I also saw my first mite-damaged bee that had been in larval stage with the mite larva, i.e. her wings were stunted and she couldn't fly. I did another powdered sugar treatment, and changed out the sticky board. There's a LOT of mites on the board, so I've invested in some of the Mite Away formic acid strips for when the weather finally goes under 70 for a week at a time. It's time to bring out the chemical means to deal with the mites. They're just so thick on the poor girls now it was making me a little unhappy.

Still... about 60 pounds of honey from one hive for a year is really good. I've now given my yearly gifts to the neighbors that directly deal with the girls, and I'm starting to sell the honey to the rest of the neighborhood and my church. Mostly just through personal connections, since I don't process in a commercial kitchen. I think that's one reason why I'll never go beyond just the one hive, as I really don't want to get a license and have to do all the things a business would have to do. Honey for my friends and family is plenty.

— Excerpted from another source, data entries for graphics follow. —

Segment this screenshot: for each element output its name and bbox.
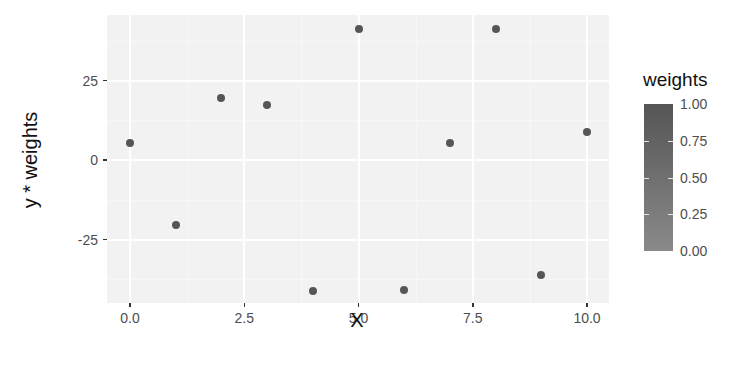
y-tick-mark <box>103 80 107 82</box>
legend-tick-left <box>644 214 649 215</box>
data-point <box>126 139 134 147</box>
y-tick-mark <box>103 159 107 161</box>
data-point <box>446 139 454 147</box>
data-point <box>583 128 591 136</box>
y-tick-label: 0 <box>48 152 98 168</box>
data-point <box>537 271 545 279</box>
y-tick-mark <box>103 239 107 241</box>
legend-tick-right <box>668 214 673 215</box>
grid-line-major-y <box>107 80 609 82</box>
x-tick-mark <box>358 303 360 307</box>
legend-title: weights <box>643 69 707 91</box>
data-point <box>217 94 225 102</box>
grid-line-major-y <box>107 159 609 161</box>
grid-line-major-y <box>107 239 609 241</box>
data-point <box>492 25 500 33</box>
y-tick-label: -25 <box>48 232 98 248</box>
x-tick-label: 7.5 <box>448 310 498 326</box>
legend-tick-left <box>644 178 649 179</box>
x-axis-title: X <box>350 309 363 332</box>
x-tick-mark <box>472 303 474 307</box>
data-point <box>400 286 408 294</box>
x-tick-label: 0.0 <box>105 310 155 326</box>
x-tick-mark <box>586 303 588 307</box>
data-point <box>309 287 317 295</box>
x-tick-mark <box>129 303 131 307</box>
legend-label: 0.25 <box>680 206 707 222</box>
legend-label: 0.50 <box>680 170 707 186</box>
legend-label: 1.00 <box>680 96 707 112</box>
plot-panel <box>107 15 609 303</box>
y-axis-title: y * weights <box>19 112 42 209</box>
legend-tick-right <box>668 141 673 142</box>
x-tick-mark <box>244 303 246 307</box>
legend-tick-left <box>644 141 649 142</box>
legend-label: 0.00 <box>680 243 707 259</box>
legend-tick-right <box>668 178 673 179</box>
legend-label: 0.75 <box>680 133 707 149</box>
y-tick-label: 25 <box>48 73 98 89</box>
data-point <box>355 25 363 33</box>
x-tick-label: 10.0 <box>562 310 612 326</box>
x-tick-label: 2.5 <box>219 310 269 326</box>
data-point <box>172 221 180 229</box>
data-point <box>263 101 271 109</box>
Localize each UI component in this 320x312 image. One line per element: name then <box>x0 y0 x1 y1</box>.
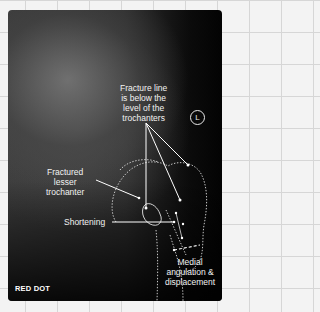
annotation-medial-angulation: Medial angulation & displacement <box>165 257 215 287</box>
femur-outline <box>112 162 207 272</box>
hip-xray-image: Fracture line is below the level of the … <box>8 10 222 301</box>
brand-label: RED DOT <box>15 284 50 293</box>
shaft-outline-left <box>156 230 158 301</box>
annotation-fractured-lesser-trochanter: Fractured lesser trochanter <box>46 167 84 197</box>
side-marker-left: L <box>190 110 205 125</box>
annotation-shortening: Shortening <box>64 217 105 227</box>
annotation-fracture-line: Fracture line is below the level of the … <box>120 83 167 123</box>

I've also been using the diluted honey for brewing ginger ale, just soda pop, no alcoholic content. I simmer the ginger with a lemon and its juice as well as honey and sugar. Then I take the resultant tisane and water it down to make a gallon and add an 1/8 tsp of plain old bakers' yeast (actually instant yeast so I don't have to be careful rehydrating it). Then I give it a little time to dissolve the yeast, shake it up, bottle it, cap the bottles and wait a day or two and then I have highly carbonated ginger ale that isn't all that sweet, as the yeast has eaten most of the sugars, but it had the flowery hint from the honey over the bite of real ginger.

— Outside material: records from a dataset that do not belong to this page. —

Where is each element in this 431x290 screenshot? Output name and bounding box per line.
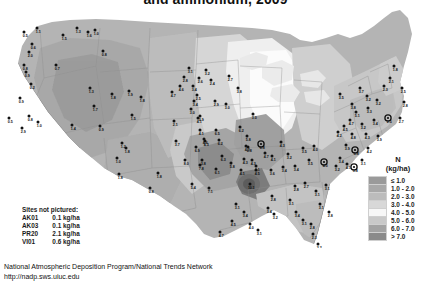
site-value-label: 5.4 [191, 186, 196, 190]
site-value-label: 0.2 [30, 86, 35, 90]
site-dot [367, 107, 370, 110]
site-dot [359, 87, 362, 90]
site-dot [193, 100, 196, 103]
site-marker: 0.5 [23, 31, 28, 39]
site-dot [214, 100, 217, 103]
site-dot [383, 85, 386, 88]
site-dot [280, 141, 283, 144]
site-dot [196, 94, 199, 97]
site-value-label: 0.9 [19, 100, 24, 104]
site-dot [243, 158, 246, 161]
site-dot [270, 169, 273, 172]
site-value-label: 0.8 [149, 190, 154, 194]
site-dot [393, 65, 396, 68]
site-dot [289, 199, 292, 202]
site-marker: 0.8 [28, 115, 33, 123]
site-marker: 2.8 [403, 101, 408, 109]
site-dot [366, 95, 369, 98]
site-dot [111, 93, 114, 96]
site-dot [199, 164, 202, 167]
site-value-label: 3.9 [345, 147, 350, 151]
site-dot [239, 126, 242, 129]
site-value-label: 2.1 [389, 80, 394, 84]
site-dot [361, 123, 364, 126]
legend-label: 1.0 - 2.0 [391, 185, 414, 192]
site-dot [317, 243, 320, 246]
site-value-label: 2.8 [310, 226, 315, 230]
site-marker: 2.5 [401, 87, 406, 95]
site-value-label: 5.1 [355, 114, 360, 118]
site-value-label: 3.4 [193, 103, 198, 107]
site-dot [21, 127, 24, 130]
site-dot [37, 121, 40, 124]
legend-label: 6.0 - 7.0 [391, 225, 414, 232]
site-value-label: 3.5 [339, 96, 344, 100]
site-value-label: 3.4 [282, 169, 287, 173]
site-value-label: 3.3 [367, 110, 372, 114]
sites-not-pictured: Sites not pictured: AK010.1 kg/haAK030.1… [22, 206, 80, 246]
site-value-label: 3.5 [308, 162, 313, 166]
site-dot [218, 139, 221, 142]
site-dot [319, 203, 322, 206]
site-dot [230, 162, 233, 165]
site-marker: 1.0 [37, 121, 42, 129]
site-value-label: 0.8 [28, 118, 33, 122]
site-dot [403, 101, 406, 104]
site-value-label: 3.1 [302, 222, 307, 226]
site-dot [197, 117, 200, 120]
site-dot [249, 223, 252, 226]
site-dot-center [354, 149, 356, 151]
map-legend: N (kg/ha) ≤ 1.01.0 - 2.02.0 - 3.03.0 - 4… [368, 155, 428, 240]
site-code: AK01 [22, 214, 52, 222]
site-dot [62, 34, 65, 37]
site-value-label: 3.1 [188, 70, 193, 74]
site-dot [87, 31, 90, 34]
site-dot [377, 135, 380, 138]
site-value-label: 4.1 [271, 158, 276, 162]
sites-not-pictured-heading: Sites not pictured: [22, 206, 80, 214]
site-value-label: 10.3 [248, 186, 255, 190]
site-dot [302, 147, 305, 150]
site-value-label: 1.8 [157, 175, 162, 179]
site-value-label: 4.3 [245, 148, 250, 152]
legend-label: ≤ 1.0 [391, 177, 405, 184]
site-value-label: 4.3 [365, 136, 370, 140]
site-value-label: 0.9 [25, 74, 30, 78]
site-dot [76, 27, 79, 30]
site-dot [343, 125, 346, 128]
site-value-label: 4.0 [323, 164, 328, 168]
site-marker: 3.2 [273, 213, 278, 221]
site-dot [8, 117, 11, 120]
site-dot [191, 183, 194, 186]
site-dot [131, 114, 134, 117]
site-value-label: 2.8 [328, 214, 333, 218]
site-value-label: 3.2 [287, 156, 292, 160]
site-value-label: 3.7 [359, 90, 364, 94]
site-value-label: 1.1 [36, 30, 41, 34]
site-marker: 0.5 [8, 117, 13, 125]
site-dot [102, 50, 105, 53]
site-dot [252, 113, 255, 116]
site-value-label: 0.5 [23, 34, 28, 38]
site-value-label: 4.3 [243, 161, 248, 165]
site-dot [308, 159, 311, 162]
site-value-label: 5.8 [354, 152, 359, 156]
site-value-label: 0.5 [8, 120, 13, 124]
site-value-label: 4.7 [349, 122, 354, 126]
site-dot [302, 219, 305, 222]
site-dot-center [260, 143, 262, 145]
legend-title: N (kg/ha) [368, 155, 428, 173]
site-dot [376, 99, 379, 102]
site-value-label: 4.6 [179, 88, 184, 92]
site-value-label: 6.3 [221, 158, 226, 162]
site-value-label: 3.2 [273, 216, 278, 220]
site-value-label: 4.7 [171, 94, 176, 98]
site-value-label: 2.8 [183, 79, 188, 83]
site-dot [195, 146, 198, 149]
site-value: 0.6 kg/ha [52, 238, 79, 246]
site-dot [295, 211, 298, 214]
site-dot [287, 153, 290, 156]
site-dot [179, 85, 182, 88]
site-dot [401, 87, 404, 90]
site-dot [184, 159, 187, 162]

We've been bottling our own root beer too, with the same yeast, and there's something about the brew that slows down the yeast, so it takes three or four days before the root beer's ready, and only a day or two for the ginger ale. But hey, cheap, all-natural soda pop is fun. *grins*

In case anyone's interested in the recipe: 2 1/2 ounces coarsely grated ginger, 2/3 cup honey, 2 cups sugar, one lemon squeezed of its juice, and about 2 quarts of water. Put all that together in a pot (including the two lemon peel halves), and bring to a boil. Turn down the heat, let simmer for about 25 minutes, and then turn off the heat, cover and let cool for at least an hour. Pour through a sieve and a funnel into a gallon jug, add water to fill to a gallon and alternate cold and hot tap water to make the resultant liquid 100 degrees Fahrenheit. Add 1/8 tsp instant yeast (not regular dried yeast or live cake yeast, if you use the regular dried yeast, give it 10 minutes in a cup of warm sugared water first before tossing it in), cap the jug, shake a few times. Then bottle it and cap it, and put it out in the garage in the summer/in a warm area for a day or two and then test to see if the carbonation suits you. Makes 10 12 oz bottles and 1 8 ounce bottle.